Many within the BCH community view miners as the preferred party for dispute resolution. This is because a hash-war is a market driven transition that will eventually lead to the re-unification of the BCH community. That is, the community wants the miner’s to objectively signal the use of the implementation that is most profitable for the entire BCH community. The profit driven crypto-governance of the miners is part of what is known as “The Nakamoto Consensus.”

It is important to reiterate that miners, unlike entrepreneurs and developers, have the most to lose within BCH. Their entire investment- their mining equipment- is manufactured with the sole purpose of mining BCH. A miner’s profit or loss is intrinsically tied to the state of the entire BCH network. It is counterproductive to a mining operation that they mine any software/rule that is not in line with what is best for the entire network.

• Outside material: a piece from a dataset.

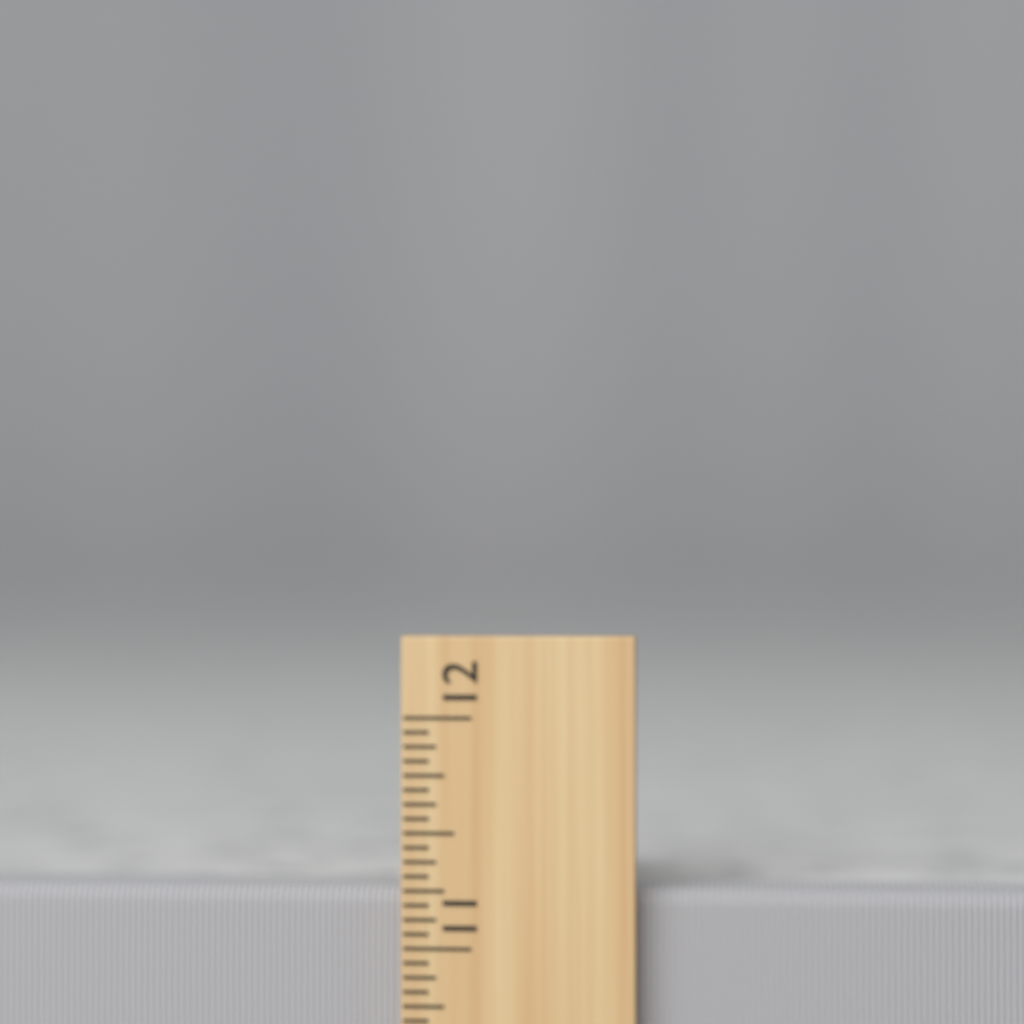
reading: 11.2500 inch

Miners hold the network together because they were designed as the impartial profit seeking entities within Bitcoin. So for the BCH fork, miners will simply aim their computers towards that software/rule which is most profitable.

Since the BTC/BCH fork, BCH has gradually become more profitable for miners to mine than BTC. We expect this trend to speed up once BTC enables the LN. The LN discourages transactions on the BTC blockchain. Once the LN is enabled, miners will only mine BTC on the opening and closing of LN hubs. Most BTC transactions will occur on the LN, as the BTC blockchain will by then only be a very costly settlement layer. In other words, once LN is enabled Bitcoin mining will mostly take place on the BCH blockchain, not the BTC blockchain. We can qualitatively speculate that the BCH blockchain will be the most, if not only, profitable blockchain for Bitcoin miners to mine.

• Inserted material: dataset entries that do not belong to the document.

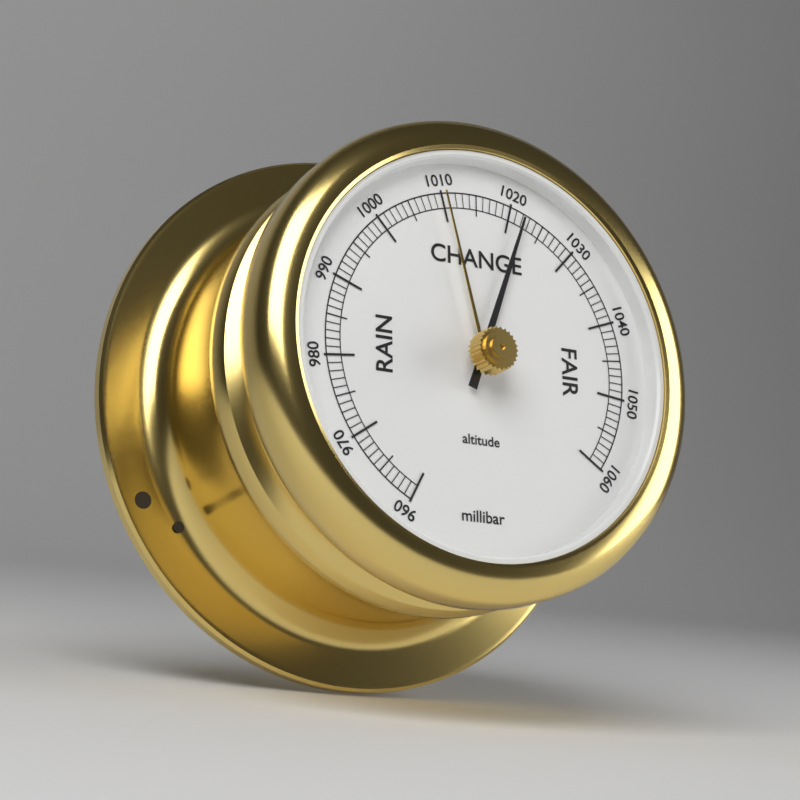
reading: 1022 millibar
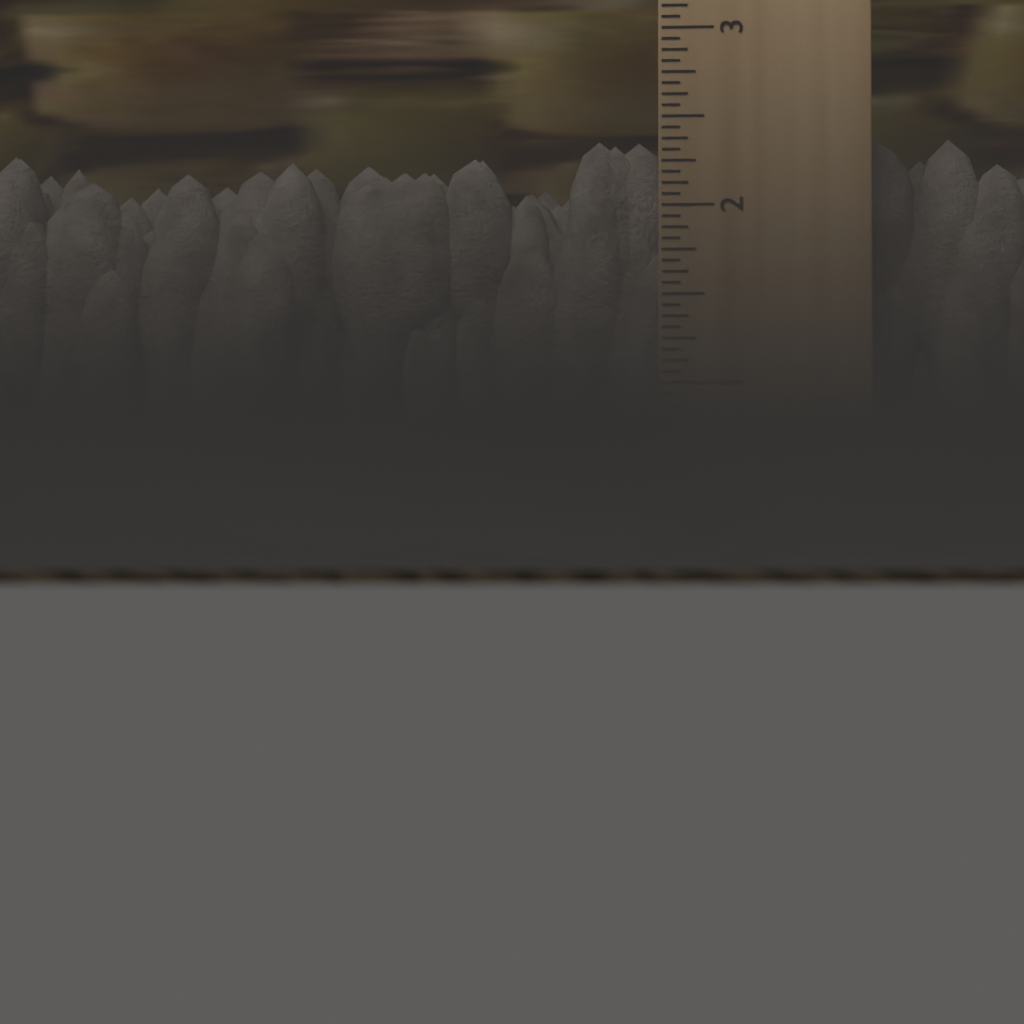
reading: 2.4375 in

The profit seeking competition between miners is what has for the most part been expected to resolve any BCH dispute, since before the BTC/BCH fork. That is, many within the BCH community welcome direct competition in figuring out what is best.

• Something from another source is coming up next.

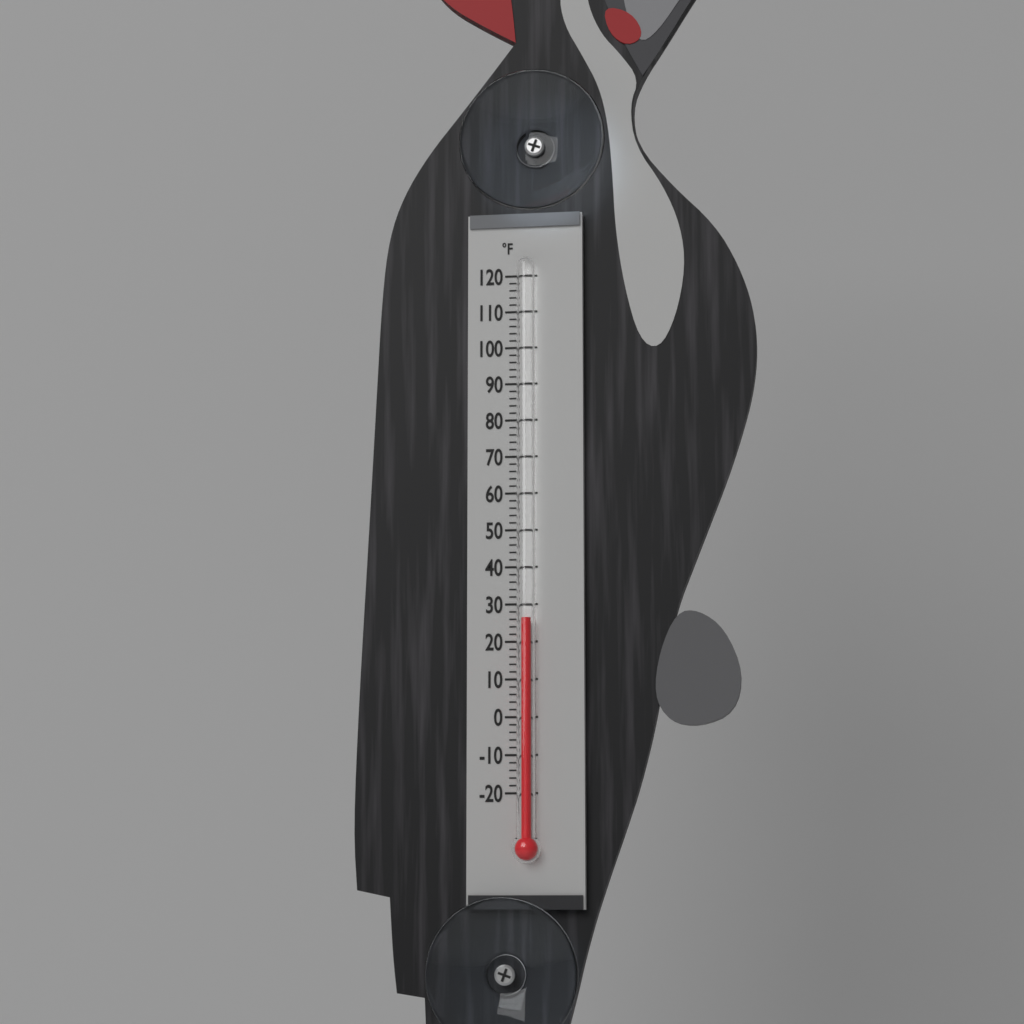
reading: 26 °F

Some within BCH do not want this to be the case, they just want to create two distinct coins out of the fork- as it occured within the BTC/BCH fork. That is, they want to enable replay protection. Amongst this crowd we find Bitcoin ABC, Bitcoin.com, and Bitmain.

Unfortunately for them, nChain, CoinGeek, Bitcoin SV will not mine with replay protection. This will lead for all transactions to be registered in both blockchains. That is, ABC and SV will both be registered on the ABC blockchain and on the SV blockchain at the same time. The Bitcoin ABC camp can’t avoid not having replay protection. When one party goes without replay protection, all parties have to deal with the consequences of not having replay protection.

The implementation most profitable for miners will be the one that will also be able to hold both implementations the longest. For example, if both chains were to run parallel, any profitable advantage of one implementation over the other would be enough for miners to capitalize on its advantage and leave the other implementation behind. The most profitable implementation will be the dominant implementation on the BCH blockchain.

Many people within the BCH community are seeing not having replay protection as an attack by nChain, Bitcoin SV, and CoinGeek. Others see the desire of Bitcoin ABC, Bitcoin.com, and Bitmain to split into two coins also as an attack on the BCH network.

It is important not to take sides during a hash-war. The miners will decide what is best for everyone. Wallets will be ready to register all three blockchain transactions until the transitional hash-war passes; i.e., SV blockchain transactions, ABC blockchain transactions, and the unified non-replay protected blockchain.

Again, it is important not to take sides here as investors. The only side we should be taking is the side of the market. It is market that will discover what is best for itself by seeking for what is most profitable for the miners that secure the network. Profit seeking good. Miners were designed by Satoshi to capitalize by choosing what is best for the network. We expect for this hash-war to transition us into a more robust and profitable Bitcoin Cash.